Break a seal, break a bone, break a heart, break a mirror.

Finished this one in 7:29.

WSJ Crossword 3-30-20 (8-1-20) Complete

Advertisements

Wow! It’s August! But since it’s a Saturday, I’m doing puzzles from the archive. This one is from the end of March. Remember March? Remember how Coronavirus was just becoming a thing people were taking seriously? California shut down on March 17, stopping what otherwise would be fun drinking for St. Paddy’s Day.

So this March puzzle Abstract Attacks. Lots of A’s all around. Starts with 1A Pre-GPS travel aid: AAAMAP. It’s important to note that AAA still makes and prints maps, and the AAA maps are still cool to look at. I argue that they’re nice to have for planning because you get to see where things are relative to each other and not just exactly where you’re going.

But the clue that I like the most is 38A Amazonian biter PIRANHA. Like the majority of Americans, I always believed that the pronunciation is pih-RAWN-uh, and that was that. But piranhas are in Brazil. Where they speak Portuguese. Where hn is like the French gn which is like the Spanish ñ. So rather than pih-RAWN-uh, it’s pronounced pee-RAH-nya. Here it’s still the normal way, but there it’s the way that’s new to me.

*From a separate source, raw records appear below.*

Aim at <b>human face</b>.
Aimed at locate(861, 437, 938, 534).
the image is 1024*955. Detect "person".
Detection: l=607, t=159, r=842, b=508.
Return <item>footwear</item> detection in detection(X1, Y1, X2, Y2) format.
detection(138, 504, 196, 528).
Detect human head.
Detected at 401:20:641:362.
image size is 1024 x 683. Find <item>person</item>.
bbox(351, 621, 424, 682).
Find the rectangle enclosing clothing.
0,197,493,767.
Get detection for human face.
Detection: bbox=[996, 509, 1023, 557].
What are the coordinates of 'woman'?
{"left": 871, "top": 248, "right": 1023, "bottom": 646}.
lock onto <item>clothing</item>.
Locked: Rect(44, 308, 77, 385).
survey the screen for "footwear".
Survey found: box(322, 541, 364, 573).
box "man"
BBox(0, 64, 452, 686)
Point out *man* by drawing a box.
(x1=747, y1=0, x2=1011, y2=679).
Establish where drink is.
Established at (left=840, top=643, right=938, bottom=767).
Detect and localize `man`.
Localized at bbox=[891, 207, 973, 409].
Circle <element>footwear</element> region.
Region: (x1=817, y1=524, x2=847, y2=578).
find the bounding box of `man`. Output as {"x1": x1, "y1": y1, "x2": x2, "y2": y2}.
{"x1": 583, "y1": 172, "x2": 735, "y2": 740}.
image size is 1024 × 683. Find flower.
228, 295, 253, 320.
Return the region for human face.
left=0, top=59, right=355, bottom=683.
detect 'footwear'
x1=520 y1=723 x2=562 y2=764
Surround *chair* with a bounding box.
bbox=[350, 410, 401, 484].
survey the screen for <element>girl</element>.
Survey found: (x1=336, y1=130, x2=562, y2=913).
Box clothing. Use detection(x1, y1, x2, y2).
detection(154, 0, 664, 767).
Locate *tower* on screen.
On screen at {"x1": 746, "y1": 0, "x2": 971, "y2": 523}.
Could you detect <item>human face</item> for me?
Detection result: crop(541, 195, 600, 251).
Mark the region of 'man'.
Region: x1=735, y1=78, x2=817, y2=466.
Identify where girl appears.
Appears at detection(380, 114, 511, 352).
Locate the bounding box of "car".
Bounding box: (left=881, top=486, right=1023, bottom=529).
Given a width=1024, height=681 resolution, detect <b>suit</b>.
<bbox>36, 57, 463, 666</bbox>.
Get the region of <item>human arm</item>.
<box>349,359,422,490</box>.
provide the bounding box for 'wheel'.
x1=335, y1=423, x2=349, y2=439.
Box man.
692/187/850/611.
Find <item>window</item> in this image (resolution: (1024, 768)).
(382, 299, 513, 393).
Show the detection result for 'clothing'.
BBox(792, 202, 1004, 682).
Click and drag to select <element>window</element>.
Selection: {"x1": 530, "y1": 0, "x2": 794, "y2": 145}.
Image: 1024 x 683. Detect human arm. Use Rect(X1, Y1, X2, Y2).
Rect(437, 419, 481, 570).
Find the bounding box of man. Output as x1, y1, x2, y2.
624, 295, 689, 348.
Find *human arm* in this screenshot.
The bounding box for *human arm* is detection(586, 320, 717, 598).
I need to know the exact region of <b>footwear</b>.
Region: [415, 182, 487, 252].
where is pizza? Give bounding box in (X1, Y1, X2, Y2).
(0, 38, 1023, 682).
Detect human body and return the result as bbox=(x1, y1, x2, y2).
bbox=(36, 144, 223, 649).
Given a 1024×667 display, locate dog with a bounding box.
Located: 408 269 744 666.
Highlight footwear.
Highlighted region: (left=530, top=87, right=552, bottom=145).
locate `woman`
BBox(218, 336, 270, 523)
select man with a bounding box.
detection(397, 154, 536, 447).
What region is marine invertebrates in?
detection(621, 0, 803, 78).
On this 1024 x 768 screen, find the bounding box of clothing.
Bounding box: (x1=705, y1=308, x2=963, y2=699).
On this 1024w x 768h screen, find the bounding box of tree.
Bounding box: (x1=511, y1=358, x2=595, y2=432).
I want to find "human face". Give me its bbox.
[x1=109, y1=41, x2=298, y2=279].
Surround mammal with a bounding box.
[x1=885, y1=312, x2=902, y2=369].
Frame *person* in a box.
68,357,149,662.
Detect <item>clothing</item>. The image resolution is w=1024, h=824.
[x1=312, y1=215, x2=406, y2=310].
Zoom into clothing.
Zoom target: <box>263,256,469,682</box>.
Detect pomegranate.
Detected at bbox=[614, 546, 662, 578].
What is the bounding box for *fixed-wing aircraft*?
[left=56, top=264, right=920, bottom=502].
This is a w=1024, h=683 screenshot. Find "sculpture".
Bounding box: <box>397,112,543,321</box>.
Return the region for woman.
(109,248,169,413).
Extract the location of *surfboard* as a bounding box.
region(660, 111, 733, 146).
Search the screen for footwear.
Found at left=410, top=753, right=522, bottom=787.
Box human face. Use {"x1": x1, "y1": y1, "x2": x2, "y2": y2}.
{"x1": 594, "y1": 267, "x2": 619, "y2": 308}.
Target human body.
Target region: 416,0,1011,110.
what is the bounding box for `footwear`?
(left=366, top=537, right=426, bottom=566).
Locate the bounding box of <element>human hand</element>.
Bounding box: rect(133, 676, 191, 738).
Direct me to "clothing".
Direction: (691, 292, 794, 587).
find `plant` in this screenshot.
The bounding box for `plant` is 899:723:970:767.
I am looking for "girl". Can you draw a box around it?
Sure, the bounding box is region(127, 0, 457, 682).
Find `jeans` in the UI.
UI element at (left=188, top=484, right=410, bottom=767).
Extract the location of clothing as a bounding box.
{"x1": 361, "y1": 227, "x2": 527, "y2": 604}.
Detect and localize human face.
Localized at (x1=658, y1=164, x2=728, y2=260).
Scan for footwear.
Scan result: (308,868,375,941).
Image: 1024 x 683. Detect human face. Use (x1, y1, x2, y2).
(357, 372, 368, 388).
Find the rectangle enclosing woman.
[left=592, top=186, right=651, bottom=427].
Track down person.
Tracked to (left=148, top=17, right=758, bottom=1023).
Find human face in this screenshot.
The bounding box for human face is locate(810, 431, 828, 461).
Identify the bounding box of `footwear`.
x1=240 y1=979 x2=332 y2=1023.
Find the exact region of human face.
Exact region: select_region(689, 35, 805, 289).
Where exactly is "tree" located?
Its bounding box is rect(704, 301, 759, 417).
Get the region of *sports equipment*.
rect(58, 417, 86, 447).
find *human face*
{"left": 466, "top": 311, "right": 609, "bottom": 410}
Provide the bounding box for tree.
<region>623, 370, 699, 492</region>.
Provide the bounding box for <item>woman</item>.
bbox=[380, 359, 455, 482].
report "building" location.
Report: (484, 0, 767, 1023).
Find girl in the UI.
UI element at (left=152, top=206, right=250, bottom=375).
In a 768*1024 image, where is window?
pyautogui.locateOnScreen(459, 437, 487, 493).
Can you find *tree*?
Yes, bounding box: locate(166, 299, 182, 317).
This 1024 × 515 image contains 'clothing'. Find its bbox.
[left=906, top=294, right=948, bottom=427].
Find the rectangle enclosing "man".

WSJ Crossword 7-6-20 (7-18-20) Complete

Advertisements

So as I said in yesterday’s post, I do the Saturday NYT Crossword Puzzles with a group of friends, so I won’t be doing them here. Instead, I’m doing old WSJ puzzles to get the hang of how they’re written. This one is from Monday, July 6 of this year.

And it was pretty easy.

I keep having to change the settings to make it skip the squares that are filled in already, but that’s how it goes. The Wall Street Journal didn’t even have a crossword that wasn’t only on Thursdays until recently. If anyone wants to post comments to tell me exactly when that ended, please go right ahead.

I had to make some corrections to this puzzle as I continued through it. Originally I had FLINT as the answer to 9 Fire Starter, but it was SPARK instead. Fine. My answer wasn’t wrong, but it didn’t fit, so if that makes it wrong, it was wrong. Not gonna waste time arguing about that.

The clues and answers are very straightforward, and I don’t know exactly how I feel about that. Mostly unsatisfied, I guess. But Mondays are Mondays. Finished in 9:41.

WSJ Crossword 7-13-20 (7-18-20) Complete

Advertisements

Well, I started today’s real crossword and found that it was HUGE. I’m not going to do a Saturday puzzle the size of a Sunday puzzle from the New York Times. But I can do an old Monday puzzle from WSJ. So that’s what I did.

This one was even easier than the last one, so that’s kinda comforting. I finished in 7:52.

I’m getting the hang of WSJ Monday puzzles. But these really leave something to be desired.

I liked the Back Breaking theme with answers DOLPHIN SAFE and BRASS KNUCKLES, and the thing to do to both is to GET CRACKING. Good times. But the Austin Powers reference made me cringe. I remember seeing that movie with my parents and only understanding jokes in it later, without my folks giving me direct answers to my questions. How must they have felt when I asked? The film probably did not age well, but I’m in no hurry to relive the experience of watching it. I mean when I watched Singin’ in the Rain not too long ago with my fiancee, I said stuff like: “Dude, she doesn’t want to talk to you, so leave her alone!” Hot take: Gene Kelly’s character is kind of a creep.

It’s not ALL old movies that are bad and don’t hold up. Sure, there’s a gross underrepresentation of Black actors in the majority of films, but movies such as The Thin Man, Shall We Dance, and Duck Soup avoid being creepy accidentally–that is to say that Groucho Marx frequently plays a character you’d want to avoid in real life, and he plays that role wonderfully.